Mint Explainer: How Sebi is planning to change closing price discovery
Subscribe to enjoy similar stories. The Securities and Exchange Board of India (Sebi) has asked stock exchanges and clearing corporations to implement a Closing Auction Session (CAS), a change that will alter how closing prices are determined in the equity market. In a consultation paper issued on Friday, the market regulator said that CAS will be implemented in the equity cash markets, bringing India at par with global markets that make use of the framework.

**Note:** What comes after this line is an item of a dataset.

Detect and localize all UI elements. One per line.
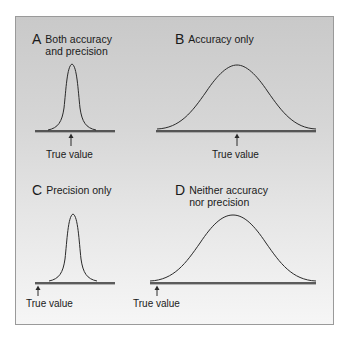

The move aims to improve price integrity and reduce volatility near market close. Mint explains what a closing auction session is and why it matters. A closing auction framework determines a stock’s closing price through an auction rather than continuous trading.
During the auction window, all buy and sell orders are collected together, and the system finds a single price at which the maximum number of shares can be traded. For example, if buyers are willing to buy 1 lakh shares at ₹100 and sellers are willing to sell 1 lakh shares at the same price, ₹100 becomes the equilibrium or closing price. No trades happen during the auction itself.
Instead, all eligible trades are executed at once at the final price. This replaces the current system, which calculates the closing price using the volume-weighted average price (VWAP) of trades over the last 30 minutes of the session. The framework comes with its own risks.
During the 30-minute window, prices can be pushed up or down deliberately through a few large trades, a practice known as ‘marking the close’. Under the new framework, the closing auction session will run for 20 minutes at the end of the trading day. All eligible orders placed during this period will participate in the auction.